In this example, you use JavaScript to extract the id, type, title, subtitle, and product attributes.

To configure a JavaScript document extractor for localized content:

  1. On the Source Settings page, click Edit next to Document Extractors.

  2. To create a document extractor, on the Document Extractors page:

    • In the Name field, enter a meaningful name for the extractor.

      For exampleSitecore with languages .

    • In the Extractor Type drop-down menu, click JS.

  3. In the Taggers section, click Add Tagger .

    In the tag editor, you see a sample JavaScript function that returns the description, name, type, image_url and url attributes. Search provides this sample to help with configuration.

  4. To enable localized content, turn on the Localized switch.
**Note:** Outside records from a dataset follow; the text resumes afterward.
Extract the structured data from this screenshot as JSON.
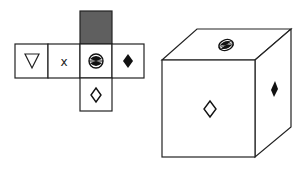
{
  "diagram": {
    "type": "cube-net-puzzle",
    "net": {
      "cells": [
        {
          "id": "top",
          "symbol": "shaded-square",
          "fill": "#5f5f5f",
          "x": 80,
          "y": 11,
          "w": 32,
          "h": 33
        },
        {
          "id": "left2",
          "symbol": "down-triangle-outline",
          "x": 15,
          "y": 44,
          "w": 33,
          "h": 34
        },
        {
          "id": "left1",
          "symbol": "x-letter",
          "label": "x",
          "x": 48,
          "y": 44,
          "w": 32,
          "h": 34
        },
        {
          "id": "center",
          "symbol": "hourglass-disc",
          "x": 80,
          "y": 44,
          "w": 32,
          "h": 34
        },
        {
          "id": "right",
          "symbol": "filled-diamond",
          "x": 112,
          "y": 44,
          "w": 32,
          "h": 34
        },
        {
          "id": "bottom",
          "symbol": "outline-diamond",
          "x": 80,
          "y": 78,
          "w": 32,
          "h": 33
        }
      ]
    },
    "cube": {
      "front_face_symbol": "outline-diamond",
      "top_face_symbol": "hourglass-disc",
      "right_face_symbol": "filled-diamond"
    },
    "colors": {
      "line": "#222222",
      "shaded": "#5f5f5f",
      "background": "#ffffff"
    }
  }
}
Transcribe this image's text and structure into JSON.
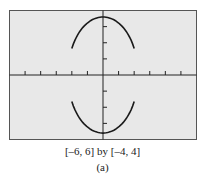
{
  "caption": {
    "window": "[–6, 6] by [–4, 4]",
    "label": "(a)"
  },
  "colors": {
    "screen": "#e8e8e8",
    "frame": "#555555",
    "curve": "#1a1a1a"
  },
  "chart_data": {
    "type": "line",
    "title": "",
    "xlabel": "",
    "ylabel": "",
    "xlim": [
      -6,
      6
    ],
    "ylim": [
      -4,
      4
    ],
    "xscale_ticks": 1,
    "yscale_ticks": 1,
    "grid": false,
    "legend": "none",
    "series": [
      {
        "name": "upper arc",
        "x": [
          -2,
          -1.5,
          -1,
          -0.5,
          0,
          0.5,
          1,
          1.5,
          2
        ],
        "y": [
          1.4,
          2.6,
          3.2,
          3.5,
          3.6,
          3.5,
          3.2,
          2.6,
          1.4
        ]
      },
      {
        "name": "lower arc",
        "x": [
          -2,
          -1.5,
          -1,
          -0.5,
          0,
          0.5,
          1,
          1.5,
          2
        ],
        "y": [
          -1.4,
          -2.6,
          -3.2,
          -3.5,
          -3.6,
          -3.5,
          -3.2,
          -2.6,
          -1.4
        ]
      }
    ]
  }
}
  5. In the tag editor, paste a JavaScript function that returns attribute values. Ensure that the value of the id attribute is constant across localized versions of the same content.

    The function must use Cheerio syntax and must return an array of objects.
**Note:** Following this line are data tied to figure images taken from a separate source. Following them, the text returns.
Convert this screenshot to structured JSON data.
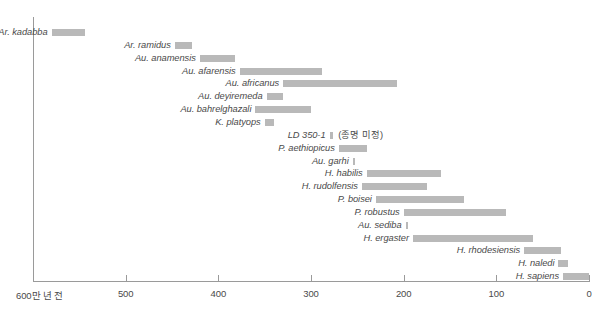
{
  "chart_data": {
    "type": "bar",
    "orientation": "horizontal-range",
    "title": "",
    "xlabel": "",
    "ylabel": "",
    "xlim": [
      600,
      0
    ],
    "x_unit_note": "600만 년 전",
    "axis_ticks": [
      {
        "value": 600,
        "label": "600만 년 전"
      },
      {
        "value": 500,
        "label": "500"
      },
      {
        "value": 400,
        "label": "400"
      },
      {
        "value": 300,
        "label": "300"
      },
      {
        "value": 200,
        "label": "200"
      },
      {
        "value": 100,
        "label": "100"
      },
      {
        "value": 0,
        "label": "0"
      }
    ],
    "grid": false,
    "legend": "none",
    "bar_color": "#b9b9b9",
    "categories": [
      "Ar. kadabba",
      "Ar. ramidus",
      "Au. anamensis",
      "Au. afarensis",
      "Au. africanus",
      "Au. deyiremeda",
      "Au. bahrelghazali",
      "K. platyops",
      "LD 350-1",
      "P. aethiopicus",
      "Au. garhi",
      "H. habilis",
      "H. rudolfensis",
      "P. boisei",
      "P. robustus",
      "Au. sediba",
      "H. ergaster",
      "H. rhodesiensis",
      "H. naledi",
      "H. sapiens"
    ],
    "ranges": [
      {
        "name": "Ar. kadabba",
        "start": 580,
        "end": 544,
        "note": ""
      },
      {
        "name": "Ar. ramidus",
        "start": 447,
        "end": 428,
        "note": ""
      },
      {
        "name": "Au. anamensis",
        "start": 420,
        "end": 382,
        "note": ""
      },
      {
        "name": "Au. afarensis",
        "start": 377,
        "end": 288,
        "note": ""
      },
      {
        "name": "Au. africanus",
        "start": 330,
        "end": 207,
        "note": ""
      },
      {
        "name": "Au. deyiremeda",
        "start": 348,
        "end": 330,
        "note": ""
      },
      {
        "name": "Au. bahrelghazali",
        "start": 360,
        "end": 300,
        "note": ""
      },
      {
        "name": "K. platyops",
        "start": 350,
        "end": 340,
        "note": ""
      },
      {
        "name": "LD 350-1",
        "start": 280,
        "end": 276,
        "note": "(종명 미정)"
      },
      {
        "name": "P. aethiopicus",
        "start": 270,
        "end": 240,
        "note": ""
      },
      {
        "name": "Au. garhi",
        "start": 255,
        "end": 252,
        "note": ""
      },
      {
        "name": "H. habilis",
        "start": 240,
        "end": 160,
        "note": ""
      },
      {
        "name": "H. rudolfensis",
        "start": 245,
        "end": 175,
        "note": ""
      },
      {
        "name": "P. boisei",
        "start": 230,
        "end": 135,
        "note": ""
      },
      {
        "name": "P. robustus",
        "start": 200,
        "end": 90,
        "note": ""
      },
      {
        "name": "Au. sediba",
        "start": 198,
        "end": 196,
        "note": ""
      },
      {
        "name": "H. ergaster",
        "start": 190,
        "end": 60,
        "note": ""
      },
      {
        "name": "H. rhodesiensis",
        "start": 70,
        "end": 30,
        "note": ""
      },
      {
        "name": "H. naledi",
        "start": 33,
        "end": 23,
        "note": ""
      },
      {
        "name": "H. sapiens",
        "start": 28,
        "end": 0,
        "note": ""
      }
    ]
  }
}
    For example, paste the following code:

    RequestResponse
    function extract(request, response) {
        $ = response.body;
        url = request.url;
        locales = ['/fr-fr/', '/ja-jp/'];
        for (idx in locales) url = url.replace(locales[idx], '/');
        id = url.replaceAll('/', '_').replaceAll(':', '_').replaceAll('.', '_');
        return [{
            'type': $('meta[name="type"]').attr('content') || 'Others',
            'title': $('h1').text(),
            'subtitle': $('meta[name="description"]').attr('content') || $('section[data-component-name="Hero Banner"] div[class*="side-content"]>div>p, header div.lead p').text(),
            'product': $('meta[name="product"]').attr('content'),
        }];
    }

    The code uses the following logic to get attribute values:

    • id - get this from the URL after ignoring the locale. To generate an ID from a URL, first replace the locale with a slash (/). Then, replace all slashes (/), dots (.), and colons in the URL with an underscore (_).

    • type - use the content from the first <meta name="type"> tag. If this tag does not exist, use other.

    • title - use the text first <h1> HTML tag.

    • subtitle - use the content from the first meta name="type" tag. If this tag does not exist, use the text from the <div class="side-content"> of the first section with a <data-component-name="Hero Banner"> tag.

    • product - use the content from the first <meta name="product"> tag.

  6. In the Edit Taggers window, click Save. Then, on the Document Extractors page, click Save.

Create a crawler scheduler

Publish updates to the source

You must publish the source to start the first scan and index.